World War II and the Holocaust displaced millions of people in Europe. Throughout the war, American relief organizations lobbied the United States federal government to take in some of these people on humanitarian grounds, particularly Jews who had made it to neutral or Allied territory and were seeking safety. Though President Franklin D. Roosevelt often expressed his sympathy for these petitions, he also stated that his hands were tied by existing American immigration laws.1 A system of quotas created in 1924 restricted immigration on the basis of national origin, limiting the opportunity for many people uprooted by the war to enter the United States.2
To overcome these restrictions, the US War Refugee Board pitched a novel idea to Roosevelt in the spring of 1944—allow refugees to enter the United States temporarily outside of the quota system. The effort would ease the overcrowding in refugee camps in territory controlled by the Allies. It would also aid the War Refugee Board's attempts to convince neutral European nations to accept more refugees. Agreeing to the idea, Roosevelt allowed War Refugee Board officials to select up to 1,000 refugees to come to the United States. A group of 982 mostly Jewish people living in Italy in temporary camps became the first special "guests of the president."3
This photograph, taken in August 1944 by Japanese American photographer Hikaru CarI Iwasaki, captures the arrival of one of the president's "guests" as he entered temporary housing in a camp at Fort Ontario in Oswego, New York.4 Their exceptional status as "guests" had made it possible for these refugees to come to the US. However, this status also came with strings attached. These "guests" could not spend a night outside the grounds of the camp, live with American family members, or enlist in the armed forces. Their status was only temporary, and they were expected to return to Europe after the war ended.5
Following the war, some Jewish groups, relief organizations, and elected officials pressed Roosevelt's successor, President Harry S. Truman, to allow these "guests" to stay permanently in the US. In December 1945, Truman agreed that the camp residents would be permitted to stay in the country.

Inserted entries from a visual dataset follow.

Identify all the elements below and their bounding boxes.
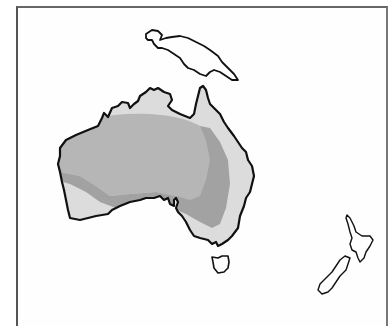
nz-south-island-outline	[318, 256, 350, 294]
new-guinea-outline	[146, 30, 238, 80]
nz-north-island-outline	[346, 215, 373, 262]
tasmania-outline	[212, 256, 229, 273]
australia-landmass	[40, 86, 254, 246]
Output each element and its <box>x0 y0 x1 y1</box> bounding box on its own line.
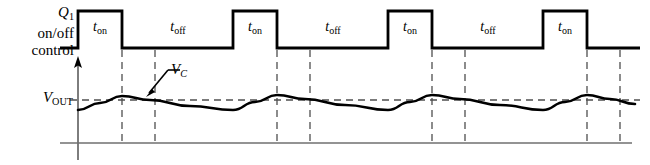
q1-subscript: 1 <box>69 11 74 22</box>
vc-subscript: C <box>180 68 187 79</box>
control-label-line3: control <box>0 42 74 59</box>
timing-label-off-3: toff <box>325 19 341 36</box>
vout-symbol: V <box>43 89 52 105</box>
lower-plot-axes <box>60 56 632 160</box>
vc-ripple-wave <box>78 95 635 110</box>
timing-label-on-0: ton <box>93 19 107 36</box>
timing-label-on-6: ton <box>558 19 572 36</box>
timing-labels: tontofftontofftontoffton <box>93 19 572 36</box>
dashed-guide-lines <box>122 50 620 145</box>
control-label-line1: Q1 <box>0 4 74 25</box>
waveform-canvas: tontofftontofftontoffton <box>0 0 650 165</box>
vout-subscript: OUT <box>52 96 73 107</box>
timing-label-on-2: ton <box>248 19 262 36</box>
timing-label-off-1: toff <box>170 19 186 36</box>
timing-label-off-5: toff <box>480 19 496 36</box>
control-square-wave <box>60 11 640 48</box>
vout-label: VOUT <box>0 90 73 109</box>
control-label-line2: on/off <box>0 25 74 42</box>
control-label: Q1 on/off control <box>0 4 74 59</box>
vc-symbol: V <box>171 61 180 77</box>
timing-label-on-4: ton <box>403 19 417 36</box>
waveform-figure: tontofftontofftontoffton Q1 on/off contr… <box>0 0 650 165</box>
vc-label: VC <box>171 61 187 79</box>
q1-symbol: Q <box>58 4 69 20</box>
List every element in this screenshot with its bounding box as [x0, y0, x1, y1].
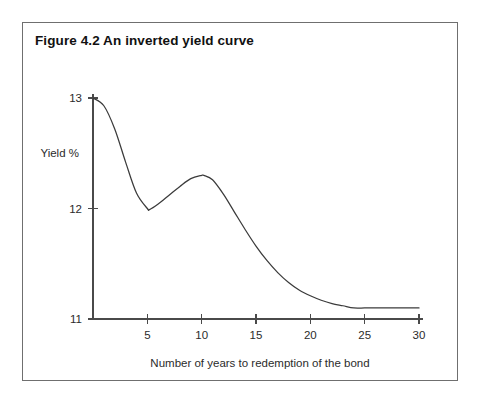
x-tick-label: 20: [304, 329, 317, 341]
x-axis-tick-labels: 51015202530: [144, 329, 425, 341]
yield-curve-chart: 111213 51015202530 Yield % Number of yea…: [23, 23, 459, 382]
x-tick-label: 30: [413, 329, 426, 341]
x-tick-label: 25: [358, 329, 371, 341]
figure-container: Figure 4.2 An inverted yield curve 11121…: [0, 0, 487, 404]
y-tick-label: 12: [69, 203, 82, 215]
yield-curve-line: [93, 98, 419, 308]
y-axis-tick-labels: 111213: [69, 92, 82, 325]
x-tick-label: 5: [144, 329, 150, 341]
x-tick-label: 10: [195, 329, 208, 341]
y-axis-title: Yield %: [40, 147, 79, 159]
figure-frame: Figure 4.2 An inverted yield curve 11121…: [22, 22, 458, 381]
y-tick-label: 13: [69, 92, 82, 104]
x-axis-title: Number of years to redemption of the bon…: [150, 357, 369, 369]
x-tick-label: 15: [250, 329, 263, 341]
y-tick-label: 11: [70, 313, 82, 325]
series-group: [93, 98, 419, 308]
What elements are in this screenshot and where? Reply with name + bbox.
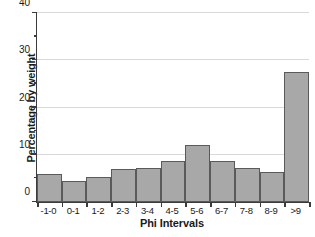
bar-cell xyxy=(210,13,235,202)
bar xyxy=(161,161,186,202)
x-axis-tick-label: 3-4 xyxy=(135,204,160,218)
bar xyxy=(111,169,136,202)
bar xyxy=(235,168,260,202)
bar xyxy=(37,174,62,202)
bar-cell xyxy=(62,13,87,202)
x-axis-tick-label: >9 xyxy=(283,204,308,218)
bar xyxy=(62,181,87,202)
bar-cell xyxy=(235,13,260,202)
bar-cell xyxy=(185,13,210,202)
bar xyxy=(210,161,235,202)
x-axis-tick-label: 6-7 xyxy=(209,204,234,218)
bar-cell xyxy=(86,13,111,202)
bar-cell xyxy=(37,13,62,202)
bar xyxy=(185,145,210,202)
bar xyxy=(86,177,111,202)
x-axis-tick-label: 0-1 xyxy=(61,204,86,218)
x-axis-tick-label: 1-2 xyxy=(85,204,110,218)
y-axis-tick-label: 0 xyxy=(24,187,30,197)
x-axis-tick-label: 7-8 xyxy=(234,204,259,218)
x-axis-tick-label: 8-9 xyxy=(259,204,284,218)
x-axis-tick-label: 2-3 xyxy=(110,204,135,218)
bar-group xyxy=(37,13,309,202)
x-axis-tick-label: -1-0 xyxy=(36,204,61,218)
y-axis-tick-label: 40 xyxy=(19,0,30,8)
bar xyxy=(260,172,285,202)
x-axis-tick-label-group: -1-00-11-22-33-44-55-66-77-88-9>9 xyxy=(36,204,308,218)
x-axis-tick xyxy=(309,202,311,207)
bar-chart: Percentage by weight 010203040 -1-00-11-… xyxy=(0,0,315,237)
bar-cell xyxy=(161,13,186,202)
y-axis-tick-label: 30 xyxy=(19,45,30,55)
bar xyxy=(284,72,309,202)
y-axis-tick-label: 10 xyxy=(19,140,30,150)
bar-cell xyxy=(111,13,136,202)
x-axis-tick-label: 4-5 xyxy=(160,204,185,218)
plot-area: 010203040 xyxy=(36,13,309,203)
x-axis-title: Phi Intervals xyxy=(36,217,308,229)
bar-cell xyxy=(284,13,309,202)
bar xyxy=(136,168,161,202)
bar-cell xyxy=(136,13,161,202)
bar-cell xyxy=(260,13,285,202)
x-axis-tick-label: 5-6 xyxy=(184,204,209,218)
y-axis-tick-label: 20 xyxy=(19,93,30,103)
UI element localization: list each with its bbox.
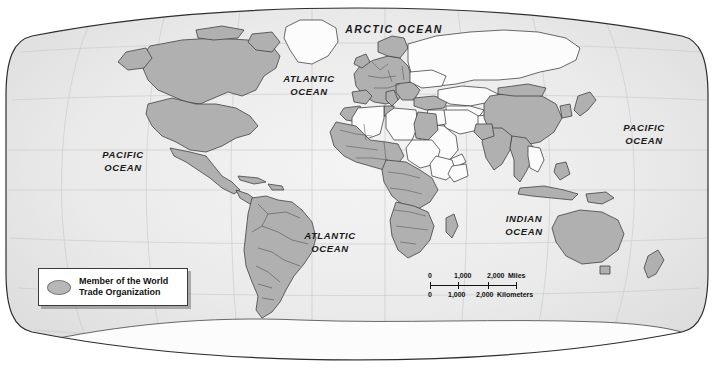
scalebar-pip-1 bbox=[458, 282, 459, 289]
label-atlantic-ocean-north-line2: OCEAN bbox=[290, 86, 328, 97]
scalebar-miles-labels: 0 1,000 2,000 Miles bbox=[428, 272, 540, 281]
scalebar-pip-2 bbox=[488, 282, 489, 289]
map-body bbox=[0, 0, 715, 374]
region-tasmania bbox=[600, 266, 610, 274]
scalebar-miles-tick-1: 1,000 bbox=[454, 272, 472, 279]
legend-label-line2: Trade Organization bbox=[79, 287, 168, 298]
legend-label-line1: Member of the World bbox=[79, 276, 168, 287]
scalebar-pip-3 bbox=[516, 282, 517, 289]
world-map: ARCTIC OCEAN ATLANTIC OCEAN ATLANTIC OCE… bbox=[0, 0, 715, 374]
scalebar-pip-0 bbox=[430, 282, 431, 289]
map-canvas: ARCTIC OCEAN ATLANTIC OCEAN ATLANTIC OCE… bbox=[0, 0, 715, 374]
label-atlantic-ocean-north-line1: ATLANTIC bbox=[282, 73, 335, 84]
scalebar-miles-tick-0: 0 bbox=[428, 272, 432, 279]
legend-swatch-member-icon bbox=[47, 280, 71, 295]
label-pacific-ocean-west-line1: PACIFIC bbox=[102, 149, 144, 160]
label-indian-ocean-line1: INDIAN bbox=[506, 213, 543, 224]
scalebar-miles-unit: Miles bbox=[508, 272, 526, 279]
region-libya bbox=[386, 108, 418, 140]
scalebar-km-tick-0: 0 bbox=[428, 291, 432, 298]
label-atlantic-ocean-south-line2: OCEAN bbox=[311, 243, 349, 254]
map-scalebar: 0 1,000 2,000 Miles 0 1,000 2,000 Kilome… bbox=[428, 272, 540, 306]
scalebar-kilometers-labels: 0 1,000 2,000 Kilometers bbox=[428, 291, 540, 300]
label-pacific-ocean-east-line1: PACIFIC bbox=[623, 122, 665, 133]
scalebar-km-unit: Kilometers bbox=[497, 291, 533, 298]
label-pacific-ocean-east-line2: OCEAN bbox=[625, 135, 663, 146]
region-korea bbox=[560, 104, 572, 118]
scalebar-miles-tick-2: 2,000 bbox=[487, 272, 505, 279]
map-legend: Member of the World Trade Organization bbox=[38, 268, 188, 306]
label-arctic-ocean: ARCTIC OCEAN bbox=[344, 23, 442, 35]
scalebar-km-tick-2: 2,000 bbox=[476, 291, 494, 298]
scalebar-km-tick-1: 1,000 bbox=[448, 291, 466, 298]
scalebar-bar bbox=[428, 282, 540, 290]
label-atlantic-ocean-south-line1: ATLANTIC bbox=[303, 230, 356, 241]
label-indian-ocean-line2: OCEAN bbox=[505, 226, 543, 237]
label-pacific-ocean-west-line2: OCEAN bbox=[104, 162, 142, 173]
legend-label: Member of the World Trade Organization bbox=[79, 276, 168, 298]
scalebar-bar-line bbox=[430, 285, 516, 286]
ocean-fill bbox=[0, 0, 715, 374]
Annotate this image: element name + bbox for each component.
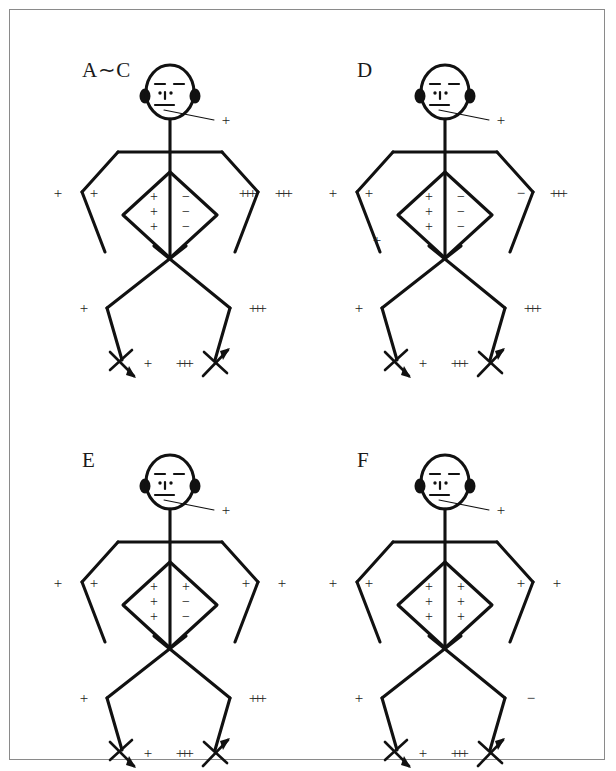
head: + [415,65,506,128]
torso-cell-left-0: + [425,189,433,204]
torso-cell-right-0: + [182,579,190,594]
right-forearm [510,582,533,642]
torso-cell-right-0: − [182,189,190,204]
left-arm-inner-mark: + [90,575,98,591]
torso-cell-left-2: + [425,609,433,624]
left-foot-mark: + [144,355,152,371]
legs: +−++++ [355,636,535,768]
head: + [415,455,506,518]
left-upper-arm [82,152,118,192]
right-eye-icon [444,481,447,484]
torso-cell-left-2: + [425,219,433,234]
torso-cell-right-2: − [182,219,190,234]
stick-figure: ++++++++++++−++++ [329,455,561,768]
left-forearm [82,582,105,642]
right-foot-mark: +++ [176,745,194,761]
left-foot-arrow-icon [110,350,136,378]
face-mark: + [222,112,230,128]
left-foot-arrow-icon [385,350,411,378]
left-forearm [357,582,380,642]
stick-figure: ++++++++++−+−+−++++++++ [54,65,293,378]
arms: ++−++++ [329,152,568,252]
torso-cell-right-0: + [457,579,465,594]
left-foot-mark: + [419,745,427,761]
left-thigh [107,636,186,698]
torso-cell-right-2: − [182,609,190,624]
right-thigh [154,246,230,308]
stick-figure: +++−+++++−+−+−++++++++ [329,65,568,378]
panel-e: E++++++++−+−++++++++ [30,430,310,770]
torso-cell-right-2: + [457,609,465,624]
torso-cell-left-2: + [150,219,158,234]
right-upper-arm [497,152,533,192]
right-arm-inner-mark: − [517,185,525,201]
left-forearm-mark: + [373,232,381,248]
right-upper-arm [497,542,533,582]
torso-cell-left-2: + [150,609,158,624]
panel-f: F++++++++++++−++++ [305,430,585,770]
panel-d-figure: +++−+++++−+−+−++++++++ [305,40,585,390]
right-arm-outer-mark: + [278,575,286,591]
right-knee-mark: +++ [249,690,267,706]
left-arm-inner-mark: + [365,575,373,591]
torso-cell-right-0: − [457,189,465,204]
left-arm-outer-mark: + [329,575,337,591]
left-eye-icon [158,481,161,484]
torso-cell-right-1: + [457,594,465,609]
right-eye-icon [169,481,172,484]
arms: ++++++++ [54,152,293,252]
left-knee-mark: + [80,300,88,316]
right-foot-mark: +++ [176,355,194,371]
right-arm-inner-mark: + [242,575,250,591]
torso-cell-left-1: + [150,594,158,609]
left-arm-outer-mark: + [54,575,62,591]
face-mark: + [497,112,505,128]
right-forearm [235,192,258,252]
right-arm-outer-mark: +++ [275,185,293,201]
left-upper-arm [82,542,118,582]
torso-cell-right-2: − [457,219,465,234]
right-upper-arm [222,542,258,582]
torso-cell-left-1: + [150,204,158,219]
right-knee-mark: − [527,690,535,706]
panel-ac-figure: ++++++++++−+−+−++++++++ [30,40,310,390]
left-knee-mark: + [80,690,88,706]
right-arm-outer-mark: + [553,575,561,591]
legs: ++++++++ [80,636,267,768]
left-eye-icon [433,481,436,484]
right-arm-outer-mark: +++ [550,185,568,201]
left-upper-arm [357,542,393,582]
torso-cell-right-1: − [182,594,190,609]
face-mark: + [497,502,505,518]
stick-figure: ++++++++−+−++++++++ [54,455,286,768]
right-foot-mark: +++ [451,355,469,371]
left-eye-icon [433,91,436,94]
left-eye-icon [158,91,161,94]
left-thigh [382,246,461,308]
right-eye-icon [169,91,172,94]
torso-cell-right-1: − [457,204,465,219]
left-foot-arrow-icon [385,740,411,768]
left-knee-mark: + [355,690,363,706]
torso-cell-left-0: + [150,189,158,204]
right-thigh [429,636,505,698]
right-foot-mark: +++ [451,745,469,761]
right-thigh [429,246,505,308]
left-foot-mark: + [144,745,152,761]
right-forearm [235,582,258,642]
right-thigh [154,636,230,698]
head: + [140,455,231,518]
right-forearm [510,192,533,252]
left-thigh [107,246,186,308]
torso-cell-left-0: + [425,579,433,594]
image-frame: A∼C++++++++++−+−+−++++++++D+++−+++++−+−+… [9,9,605,760]
torso-cell-left-1: + [425,594,433,609]
right-arm-inner-mark: + [517,575,525,591]
left-arm-inner-mark: + [365,185,373,201]
right-knee-mark: +++ [249,300,267,316]
legs: ++++++++ [80,246,267,378]
panel-d: D+++−+++++−+−+−++++++++ [305,40,585,380]
right-eye-icon [444,91,447,94]
left-arm-inner-mark: + [90,185,98,201]
left-thigh [382,636,461,698]
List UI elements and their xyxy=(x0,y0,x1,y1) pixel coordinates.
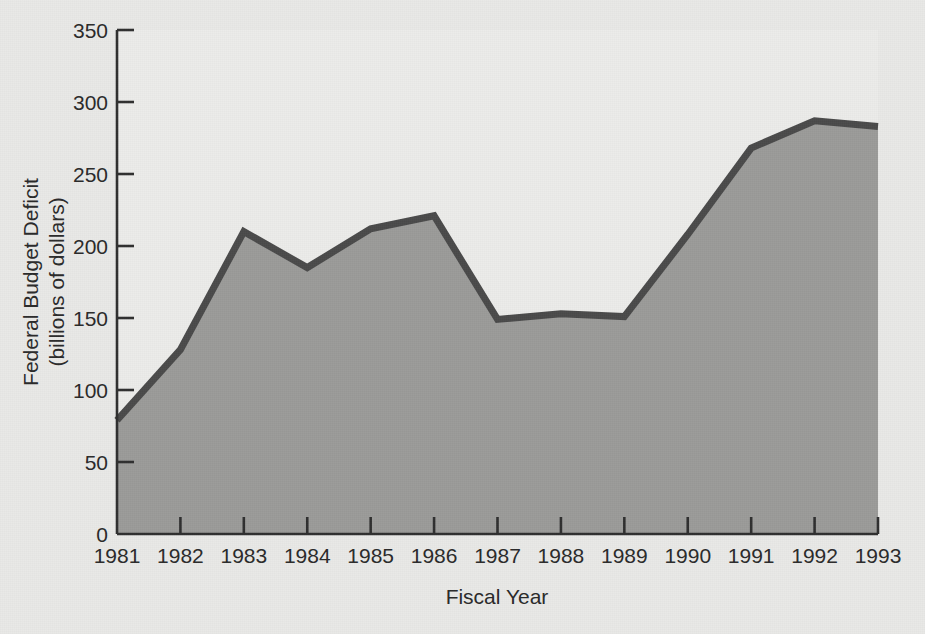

Fort Ontario closed in 1946. The plan to bring people to the US as "guests of the president" during the war was promoted as a success by many relief organizations and voluntary agencies. But those at Fort Ontario were the only refugees to come to the US as temporary guests. The Fort Ontario project was not repeated after the war ended in May 1945, despite an urgent need for resettlement and relief among DPs in Europe.